Spoilers below: . . . . . . . The romance conclusion was very sweet. I do love Prunella throughout this book and how she’s neither ‘not like the other girls’-d or made normal - she stays ambitious and confident and expresses emotions Prunella-ly.

Zen Cho: Sorcerer to the Crown (AudiobookFormat, 2015, Recorded Books, Inc. and Blackstone Publishing)

Magic and mayhem collide with the British elite in this whimsical and sparkling debut.

I'm accidentally reading a lot of historical fantasy set in 1700-1850s britain recently! which means that I'm reading a lot of different approaches to race, which is pretty interesting, and also definitely highlighting to me that I really need a bit more of a theory background in race.

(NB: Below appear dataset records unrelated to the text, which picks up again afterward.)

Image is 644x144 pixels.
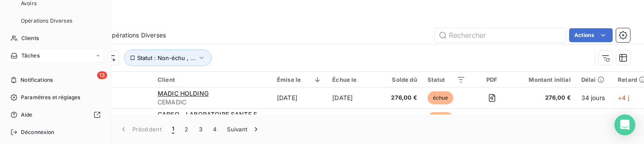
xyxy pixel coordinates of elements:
[208,120,222,138] button: 4
[272,108,327,129] td: [DATE]
[21,76,52,84] span: Notifications
[97,71,107,79] span: 13
[21,17,73,25] span: Opérations Diverses
[114,120,167,138] button: Précédent
[157,89,209,97] span: MADIC HOLDING
[428,91,454,104] span: échue
[157,110,452,118] span: CARSO – LABORATOIRE SANTE ENVIRONNEMENT HYGIENE [PERSON_NAME][GEOGRAPHIC_DATA]
[576,87,613,108] td: 34 jours
[157,76,267,83] div: Client
[428,112,454,125] span: échue
[124,49,212,66] button: Statut : Non-échu , ...
[327,87,377,108] td: [DATE]
[157,98,267,106] span: CEMADIC
[7,108,104,122] a: Aide
[107,31,166,39] span: Opérations Diverses
[167,120,179,138] button: 1
[272,87,327,108] td: [DATE]
[21,128,54,136] span: Déconnexion
[194,120,208,138] button: 3
[327,108,377,129] td: [DATE]
[21,52,40,59] span: Tâches
[569,28,613,42] button: Actions
[615,114,636,135] div: Open Intercom Messenger
[383,93,418,102] span: 276,00 €
[618,94,629,101] span: +4 j
[476,76,508,83] div: PDF
[576,108,613,129] td: 34 jours
[172,125,174,133] span: 1
[581,76,607,83] div: Délai
[137,54,196,61] span: Statut : Non-échu , ...
[21,34,39,42] span: Clients
[21,93,80,101] span: Paramètres et réglages
[333,76,373,83] div: Échue le
[383,76,418,83] div: Solde dû
[277,76,322,83] div: Émise le
[518,93,571,102] span: 276,00 €
[179,120,193,138] button: 2
[435,28,566,42] input: Rechercher
[518,76,571,83] div: Montant initial
[21,110,32,119] span: Aide
[428,76,466,83] div: Statut
[222,120,266,138] button: Suivant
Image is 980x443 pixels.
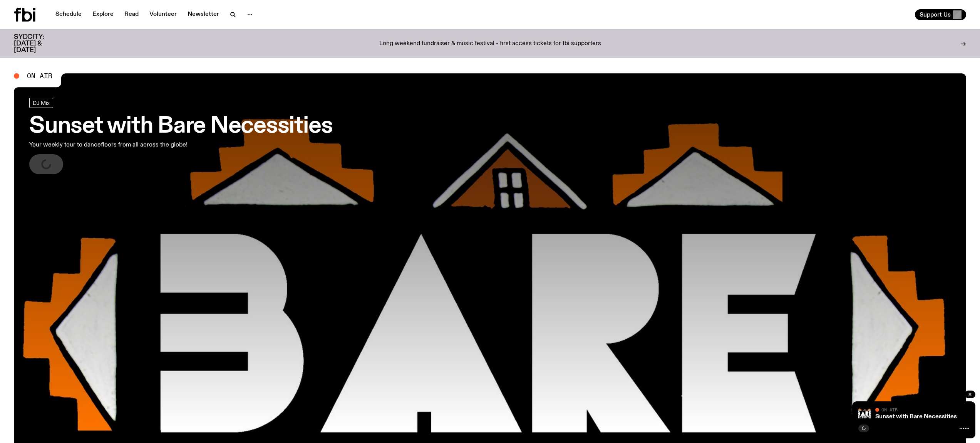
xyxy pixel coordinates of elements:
button: Support Us [915,9,966,20]
span: On Air [881,407,897,412]
p: Your weekly tour to dancefloors from all across the globe! [30,140,226,149]
a: DJ Mix [30,98,53,108]
a: Volunteer [145,9,181,20]
span: DJ Mix [33,99,50,106]
p: Long weekend fundraiser & music festival - first access tickets for fbi supporters [380,40,601,48]
a: Newsletter [183,9,224,20]
a: Schedule [51,9,86,20]
img: Bare Necessities [858,407,871,419]
h3: Sunset with Bare Necessities [30,116,332,137]
a: Sunset with Bare NecessitiesYour weekly tour to dancefloors from all across the globe! [30,98,332,174]
span: Support Us [920,11,950,18]
span: On Air [27,73,52,79]
a: Read [120,9,143,20]
a: Explore [88,9,118,20]
a: Sunset with Bare Necessities [875,413,957,419]
h3: SYDCITY: [DATE] & [DATE] [14,34,63,54]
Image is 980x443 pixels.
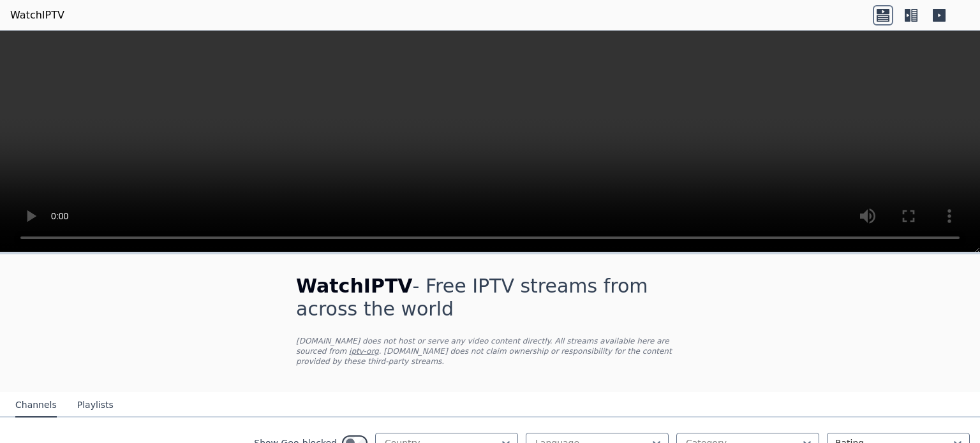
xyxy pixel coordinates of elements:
[15,393,57,418] button: Channels
[77,393,114,418] button: Playlists
[349,347,379,356] a: iptv-org
[296,275,684,321] h1: - Free IPTV streams from across the world
[296,336,684,367] p: [DOMAIN_NAME] does not host or serve any video content directly. All streams available here are s...
[296,275,413,297] span: WatchIPTV
[10,8,65,23] a: WatchIPTV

Also this book is lovely. Barring it really dissolving in the last bit, I enjoy it enough that I will likely seek out the author's other stuff. And looking her up, she's been involved in the Nine Worlds convention that I've enjoyed a few times :3

reviewed A Deadly Education by Naomi Novik (The Scholomance, #1)

Naomi Novik: A Deadly Education (Hardcover, 2020, Del Rey)

I decided that Orion Lake needed to die after the second time he saved my …

A Deadly Education

Aw, this was a lot of fun. I enjoy the author’s other work and I’m glad that I enjoy this one too - and have a series to look forward to! On my library audiobook app it’s titled ‘A Deadly Education: TikTok made me read it’ which is very funny to me, I didn’t know it got big on tiktok. It makes sense though, it’s good YA that has (imo) well-executed themes of privilege & how it can be ignored by those who benefit from it, it’s got an undeniably dark academia-compatible setting, and it’s got… like…. a ratfic (as in fiction coming out of the rationalist community, like uhhh HPMOR) vibe, if ratfic identified itself more often as a viewpoint particularly attractive to teenagers as a kind of bad way of dealing with a specific set of probably temporary dissatisfactions than the ratfic I’ve read has. (That is pretty …

K.J. Parker: Sixteen Ways to Defend a Walled City (2019, Orbit)

Sixteen Ways to Defend a Walled City

Content warning below a cut, spoilers and cw: rape, misogyny

Marie Brennan: Turning Darkness Into Light (Hardcover, 2019, Tor Books)

Turning Darkness Into Light

Content warning Spoilers below cut

Rick Riordan: The Sea of Monsters (Percy Jackson and the Olympians, Book 2) (2006, Miramax Books/Hyperion Books for Children)

Cool Book

Found in a free book box. It was nice rereading this after so long :) My copy has a little child’s pencil drawing of a happy guy labelled ‘BOBY’ in bubble writing. I hope Riordan did a bit more of ‘maybe radical actions to change how the world is unduly influenced by often amoral individuals with incredible personal power are not automatically evil’ in later books.